I was cheering with some of the more discordant moments.

[laughs] Cool! That’s the goal. It’s sort of a weird thing to say, “I want to relax you and then I want to throw ice water on you or turn on a fire alarm in the yoga studio.” That disruption or that moment of sudden, unexpected change was important to me too. Maybe just as important as saying, “I want a record that is warm and social and welcoming.” I didn’t want to make a record that was falsifying. Because we live in a world of radical, sudden, unexpected change.

Maybe it’s too on-the-nose if I’m saying, “This change in my music represents the world!” Whatever, dude. But that was on my mind, that I didn’t want something that was just reliably tranquil.

I have a very visceral reaction to bland music.

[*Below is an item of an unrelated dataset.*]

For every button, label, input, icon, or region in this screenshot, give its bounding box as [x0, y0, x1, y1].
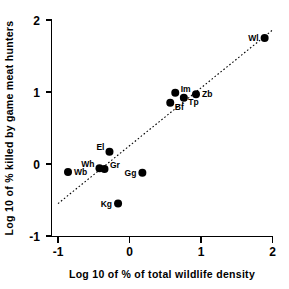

I was at the doctor not that long ago and I heard something so bland, I thought, “This has to be praise and worship music.” There’s no emotion to it, no rise and fall.

I think it’s that problem of genre systems when they’re delivery systems for a guaranteed outcome, it becomes a kind of cynical emotional pornography. It’s music that’s designed to press a button and always deliver that exact feeling. I understand, from a listener’s point of view, wanting that but for me, that’s not what I want from music.

I think people are smart enough to handle music that has mixed emotions or that has red herrings in it. I don’t think that people really want to be condescended to.

When you heard the album, did you feel like it was successful or did you have moments where you said, “I don’t know if I quite achieved what I wanted to?”

Oh yeah. I had a lot of doubts about this music. I’ve never taken so long to decide, “Is this done? Does this work? Is this self-indulgent? Am I being deluded here?” I played it for people I care about and trust: friends, my brother, some musicians. I shared it with John Jones who does stuff as Geo Rip or Nerftoss. A Baltimore musician. I played it for my friend Wobbly. These are people I’ve known a long time and I trust their judgment.

I feel that they’re good enough friends that they’d say, “This needs more.” I think that’s the issue when you’re very repetitive and very minimal for a long time, you can pick it up from one handle and say, “Oh, it’s entrancing.” But you can pick it up from another handle and say, “No, this is just boring and self-indulgent. Keep working. I think that balance of proportions is something I really wanted to get right, so there were much more minimal versions of this music but I also had to realize that I would be watering down what I was trying to do if I just dumped a lot of distracting glitter on top.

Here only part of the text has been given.